A 'Tosca' Diary
posted by Beatrice Basso, Dramaturg and A.C.T. Artistic Consultant
This week at A.C.T. we’re holding a workshop to continue developing The Tosca Project, a theater/dance fusion piece created by A.C.T. Artistic Director Carey Perloff and San Francisco Ballet choreographer Val Caniparoli. Featuring a remarkable cast of actors and dancers, The Tosca Project celebrates a century of San Francisco history in North Beach’s famed Tosca Café. Beatrice Basso, who serves as the production’s dramaturg, writes to us from the workshop room about the process of shaping—and reshaping—this unique original work.
DAY ONE: Layers and Anticipation
We are sitting around in the rehearsal room. I don’t know if the picture shows it, but it’s right at that moment before a new process begins, when the air is filled with plans and chatter and unspoiled anticipation—still one of my favorite moments in theater. Even as these moments accumulate, each one seems to carry its own brand of specialness.
In this case, I am surrounded by some of the best dancers and actors in San Francisco, co-creators of a piece that has this very city as its backdrop.
We are talking about the Tosca Café as a large and layered storage of memories. The bar has been around since the 1920s and has seen Italian founders, opera divas, beatniks, painters, famous dancers, and masses of regular people pass through it and leave their more or less visible mark. Carey just mentioned that this place is similar to an archeological site that we should be excavating.
This is the third time I find myself on a “first Tosca day,” and there have been several “first days” before I even started working on the production, serving as a sort of idea generator/resonator. (Also, I am Italian, which can come in handy when working on a piece that has “Tosca” in the title.) This rehearsal room is filled with books, DVDs of previous workshops, pages and pages of old scenarios and dramaturgical research, collages of images on the walls . . . Even this is starting to feel like an archeological site. We are about to delve in.
This week at A.C.T. we’re holding a workshop to continue developing The Tosca Project, a theater/dance fusion piece created by A.C.T. Artistic Director Carey Perloff and San Francisco Ballet choreographer Val Caniparoli. Featuring a remarkable cast of actors and dancers, The Tosca Project celebrates a century of San Francisco history in North Beach’s famed Tosca Café. Beatrice Basso, who serves as the production’s dramaturg, writes to us from the workshop room about the process of shaping—and reshaping—this unique original work.
DAY ONE: Layers and Anticipation
We are sitting around in the rehearsal room. I don’t know if the picture shows it, but it’s right at that moment before a new process begins, when the air is filled with plans and chatter and unspoiled anticipation—still one of my favorite moments in theater. Even as these moments accumulate, each one seems to carry its own brand of specialness.
In this case, I am surrounded by some of the best dancers and actors in San Francisco, co-creators of a piece that has this very city as its backdrop.
We are talking about the Tosca Café as a large and layered storage of memories. The bar has been around since the 1920s and has seen Italian founders, opera divas, beatniks, painters, famous dancers, and masses of regular people pass through it and leave their more or less visible mark. Carey just mentioned that this place is similar to an archeological site that we should be excavating.
This is the third time I find myself on a “first Tosca day,” and there have been several “first days” before I even started working on the production, serving as a sort of idea generator/resonator. (Also, I am Italian, which can come in handy when working on a piece that has “Tosca” in the title.) This rehearsal room is filled with books, DVDs of previous workshops, pages and pages of old scenarios and dramaturgical research, collages of images on the walls . . . Even this is starting to feel like an archeological site. We are about to delve in.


■ Assigned task ■
Do any lines in the data below contain "arrowhead"? If so, copy every one of them.

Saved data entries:
════════════════
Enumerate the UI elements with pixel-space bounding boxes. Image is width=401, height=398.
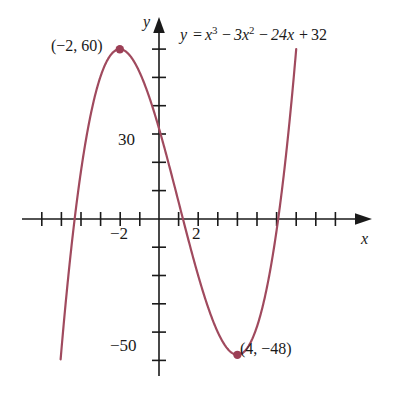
x-tick-label-minus-2: −2 — [110, 225, 128, 242]
local-maximum-label: (−2, 60) — [51, 38, 103, 54]
equation-y: y — [180, 27, 187, 43]
y-axis-label: y — [143, 14, 150, 30]
equation-constant: 32 — [311, 27, 327, 43]
y-tick-label-minus-50: −50 — [110, 337, 137, 354]
x-axis-arrowhead — [355, 213, 372, 225]
local-maximum-point — [116, 45, 124, 53]
y-tick-label-30: 30 — [118, 131, 135, 148]
x-tick-label-2: 2 — [192, 225, 201, 242]
x-axis-label: x — [361, 231, 368, 247]
equation-term-3x-squared: 3x2 — [234, 27, 255, 43]
equation-plus: + — [299, 27, 308, 43]
equation-term-24x: 24x — [271, 27, 294, 43]
y-axis-arrowhead — [153, 17, 165, 33]
cubic-curve — [61, 49, 297, 359]
equation-minus-1: − — [222, 27, 231, 43]
equation-3x2-exponent: 2 — [249, 24, 254, 36]
equation-minus-2: − — [259, 27, 268, 43]
equation-3x2-base: 3x — [234, 26, 249, 43]
equation-x3-exponent: 3 — [212, 24, 217, 36]
equation-equals: = — [193, 27, 202, 43]
equation-term-x-cubed: x3 — [205, 27, 218, 43]
plot-canvas — [0, 0, 401, 398]
local-minimum-label: (4, −48) — [240, 341, 292, 357]
graph-figure: y = x3 − 3x2 − 24x + 32 y x 30 −50 −2 2 … — [0, 0, 401, 398]
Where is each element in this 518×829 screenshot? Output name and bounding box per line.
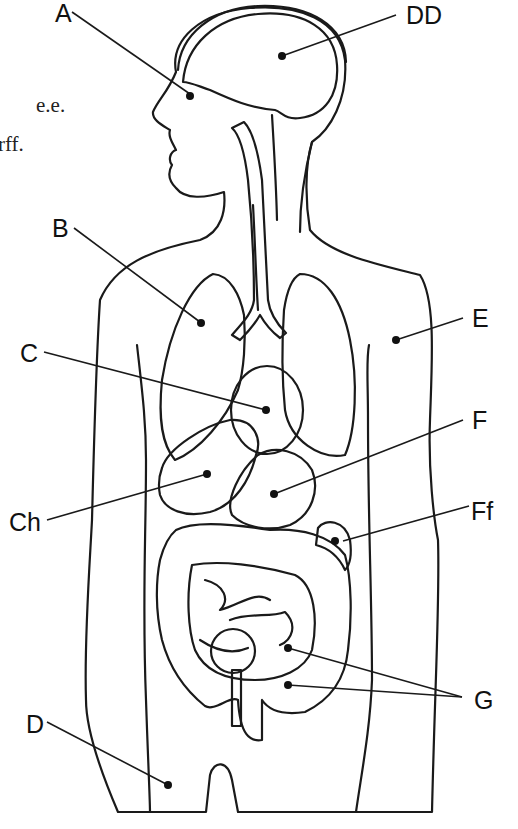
side-text-1: e.e. — [36, 93, 65, 117]
label-DD: DD — [406, 1, 442, 29]
anatomy-diagram: e.e. rff. — [0, 0, 518, 829]
label-Ff: Ff — [471, 497, 493, 525]
brain — [178, 6, 346, 118]
kidney — [316, 522, 351, 570]
label-B: B — [52, 214, 69, 242]
label-E: E — [472, 304, 489, 332]
label-G: G — [474, 686, 493, 714]
label-Ch: Ch — [9, 508, 41, 536]
label-C: C — [20, 339, 38, 367]
windpipe — [232, 115, 286, 340]
label-F: F — [472, 406, 487, 434]
large-intestine — [157, 524, 351, 740]
side-text-2: rff. — [0, 132, 24, 156]
stomach — [230, 450, 315, 528]
label-A: A — [55, 0, 72, 27]
label-D: D — [26, 710, 44, 738]
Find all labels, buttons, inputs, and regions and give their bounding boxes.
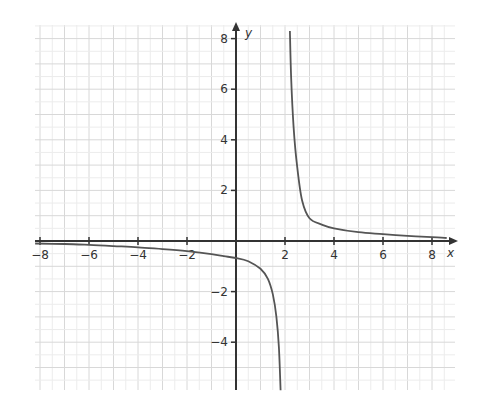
y-axis-arrow	[232, 22, 240, 31]
x-tick-label: −4	[129, 248, 147, 262]
curve-right-branch	[290, 31, 447, 238]
y-tick-label: 4	[220, 133, 228, 147]
axes	[35, 22, 458, 390]
y-axis-label: y	[244, 26, 253, 40]
x-tick-label: −6	[80, 248, 98, 262]
x-axis-label: x	[446, 246, 455, 260]
y-tick-label: −2	[210, 285, 228, 299]
x-tick-label: 8	[428, 248, 436, 262]
x-axis-arrow	[449, 237, 458, 245]
function-graph: −8−6−4−224688642−2−4 x y	[0, 0, 480, 415]
grid	[35, 25, 455, 390]
y-tick-label: 8	[220, 32, 228, 46]
x-tick-label: 4	[330, 248, 338, 262]
curves	[35, 31, 447, 390]
x-tick-label: −8	[31, 248, 49, 262]
y-tick-label: −4	[210, 335, 228, 349]
y-tick-label: 2	[220, 183, 228, 197]
y-tick-label: 6	[220, 82, 228, 96]
x-tick-label: 2	[281, 248, 289, 262]
x-tick-label: 6	[379, 248, 387, 262]
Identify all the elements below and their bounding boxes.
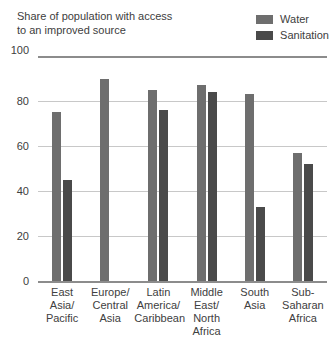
y-axis-tick-20: 20 [17, 230, 29, 242]
x-axis-label: South Asia [231, 286, 279, 312]
bar-group [245, 56, 265, 281]
y-axis-tick-40: 40 [17, 185, 29, 197]
bar-water [245, 94, 254, 281]
bar-water [100, 79, 109, 282]
y-axis-tick-100: 100 [11, 44, 29, 56]
legend-item-sanitation: Sanitation [256, 30, 329, 41]
plot-area: 020406080100 [38, 56, 327, 281]
legend-label-water: Water [280, 14, 309, 25]
bar-water [52, 112, 61, 281]
x-axis-label: Sub- Saharan Africa [279, 286, 327, 325]
x-axis-label: Middle East/ North Africa [183, 286, 231, 338]
legend-label-sanitation: Sanitation [280, 30, 329, 41]
bar-water [148, 90, 157, 281]
x-axis-label: Europe/ Central Asia [86, 286, 134, 325]
bars-layer [38, 56, 327, 281]
bar-sanitation [208, 92, 217, 281]
bar-group [293, 56, 313, 281]
legend-swatch-water [256, 15, 273, 24]
y-axis-tick-0: 0 [23, 275, 29, 287]
bar-sanitation [304, 164, 313, 281]
bar-group [148, 56, 168, 281]
legend-swatch-sanitation [256, 31, 273, 40]
bar-group [100, 56, 120, 281]
legend-item-water: Water [256, 14, 329, 25]
bar-sanitation [256, 207, 265, 281]
y-axis-tick-80: 80 [17, 95, 29, 107]
chart-container: Share of population with access to an im… [0, 0, 335, 352]
gridline-0 [38, 281, 327, 283]
bar-water [293, 153, 302, 281]
bar-sanitation [63, 180, 72, 281]
x-axis-label: Latin America/ Caribbean [134, 286, 182, 325]
chart-legend: Water Sanitation [256, 14, 329, 41]
bar-water [197, 85, 206, 281]
x-axis-label: East Asia/ Pacific [38, 286, 86, 325]
bar-sanitation [159, 110, 168, 281]
bar-group [197, 56, 217, 281]
bar-group [52, 56, 72, 281]
chart-title: Share of population with access to an im… [17, 10, 227, 37]
y-axis-tick-60: 60 [17, 140, 29, 152]
x-axis-labels: East Asia/ PacificEurope/ Central AsiaLa… [38, 286, 327, 350]
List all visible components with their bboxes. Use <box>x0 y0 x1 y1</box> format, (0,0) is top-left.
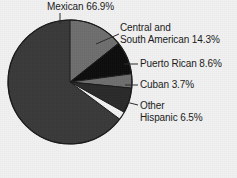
slice-label-other-hispanic: OtherHispanic 6.5% <box>140 100 203 123</box>
pie-chart-figure: Mexican 66.9% Central andSouth American … <box>0 0 237 178</box>
slice-label-puerto-rican-line1: Puerto Rican 8.6% <box>140 58 222 69</box>
slice-label-cuban-line1: Cuban 3.7% <box>140 79 194 90</box>
slice-label-central-south-american: Central andSouth American 14.3% <box>120 22 220 45</box>
slice-label-mexican-line1: Mexican 66.9% <box>47 1 114 12</box>
slice-label-puerto-rican: Puerto Rican 8.6% <box>140 58 222 70</box>
slice-label-cuban: Cuban 3.7% <box>140 79 194 91</box>
slice-label-other-line1: Other <box>140 100 165 111</box>
slice-label-other-line2: Hispanic 6.5% <box>140 112 203 123</box>
slice-label-mexican: Mexican 66.9% <box>47 1 114 13</box>
slice-label-central-line1: Central and <box>120 22 171 33</box>
slice-label-central-line2: South American 14.3% <box>120 34 220 45</box>
pie-slices-group <box>8 20 132 144</box>
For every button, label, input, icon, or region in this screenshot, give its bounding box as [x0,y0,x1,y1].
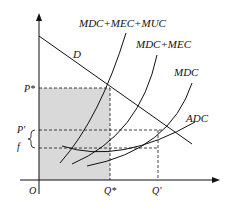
label-q-star: Q* [104,185,116,196]
label-demand: D [72,48,81,60]
label-q-prime: Q' [152,185,162,196]
label-origin: O [29,185,36,196]
label-p-star: P* [23,83,35,94]
label-f: f [17,141,21,152]
label-mdc-mec: MDC+MEC [135,38,192,50]
economics-diagram: MDC+MEC+MUC MDC+MEC MDC ADC D P* P' f O … [0,0,231,210]
label-mdc: MDC [173,66,199,78]
label-mdc-mec-muc: MDC+MEC+MUC [78,17,167,29]
label-p-prime: P' [16,124,26,135]
brace-icon [28,130,35,148]
label-adc: ADC [185,112,209,124]
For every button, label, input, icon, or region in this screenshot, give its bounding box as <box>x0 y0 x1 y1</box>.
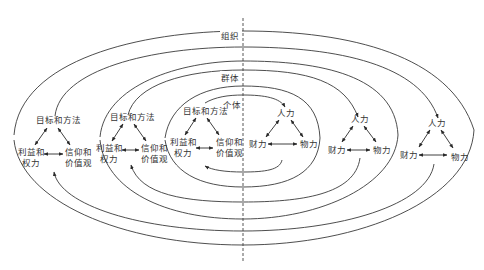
bidirectional-arrow <box>112 124 123 141</box>
financial-resources-label: 财力 <box>400 150 418 160</box>
bidirectional-arrow <box>342 126 353 142</box>
bidirectional-arrow <box>291 120 303 137</box>
individual-inner-arc-bottom <box>205 160 282 172</box>
beliefs-values-label-line1: 信仰和 <box>65 147 92 157</box>
interests-power-label-line2: 权力 <box>100 154 118 164</box>
human-resources-label: 人力 <box>428 118 446 128</box>
interests-power-label-line1: 利益和 <box>18 147 45 157</box>
interests-power-label-line2: 权力 <box>174 148 192 158</box>
beliefs-values-label-line1: 信仰和 <box>216 137 243 147</box>
material-resources-label: 物力 <box>300 139 318 149</box>
financial-resources-label: 财力 <box>249 139 267 149</box>
material-resources-label: 物力 <box>451 152 469 162</box>
interests-power-label-line2: 权力 <box>22 158 40 168</box>
left-triangle-group: 目标和方法 利益和 权力 信仰和 价值观 <box>96 112 168 164</box>
bidirectional-arrow <box>266 120 279 137</box>
bidirectional-arrow <box>207 118 219 135</box>
beliefs-values-label-line2: 价值观 <box>216 148 243 158</box>
goals-methods-label: 目标和方法 <box>36 115 81 125</box>
bidirectional-arrow <box>364 126 376 142</box>
right-triangle-organization: 人力 财力 物力 <box>400 118 469 162</box>
goals-methods-label: 目标和方法 <box>183 106 228 116</box>
material-resources-label: 物力 <box>373 145 391 155</box>
nested-ellipse-diagram: 组织 群体 个体 目标和方法 利益和 权力 信仰和 价值观 目标和方法 利益和 … <box>0 0 484 270</box>
interests-power-label-line1: 利益和 <box>170 137 197 147</box>
right-triangle-individual: 人力 财力 物力 <box>249 108 318 149</box>
org-inner-arc-top <box>55 47 438 118</box>
interests-power-label-line1: 利益和 <box>96 143 123 153</box>
beliefs-values-label-line2: 价值观 <box>141 154 168 164</box>
goals-methods-label: 目标和方法 <box>110 112 155 122</box>
financial-resources-label: 财力 <box>328 145 346 155</box>
bidirectional-arrow <box>58 128 70 145</box>
bidirectional-arrow <box>419 130 430 147</box>
human-resources-label: 人力 <box>351 114 369 124</box>
beliefs-values-label-line1: 信仰和 <box>141 143 168 153</box>
bidirectional-arrow <box>35 128 47 145</box>
left-triangle-individual: 目标和方法 利益和 权力 信仰和 价值观 <box>170 106 243 158</box>
beliefs-values-label-line2: 价值观 <box>65 158 92 168</box>
level-label-organization: 组织 <box>221 31 239 41</box>
bidirectional-arrow <box>441 130 453 148</box>
group-outer-arc-top <box>100 61 398 137</box>
bidirectional-arrow <box>134 124 146 141</box>
group-inner-arc-bottom <box>131 158 360 202</box>
org-inner-arc-bottom <box>54 164 434 231</box>
right-triangle-group: 人力 财力 物力 <box>328 114 391 155</box>
bidirectional-arrow <box>185 118 196 135</box>
human-resources-label: 人力 <box>277 108 295 118</box>
level-label-group: 群体 <box>221 73 239 83</box>
left-triangle-organization: 目标和方法 利益和 权力 信仰和 价值观 <box>18 115 92 168</box>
════════════════
■ Result of this exercise ■
x-axis-arrowhead — [355, 213, 372, 225]
y-axis-arrowhead — [153, 17, 165, 33]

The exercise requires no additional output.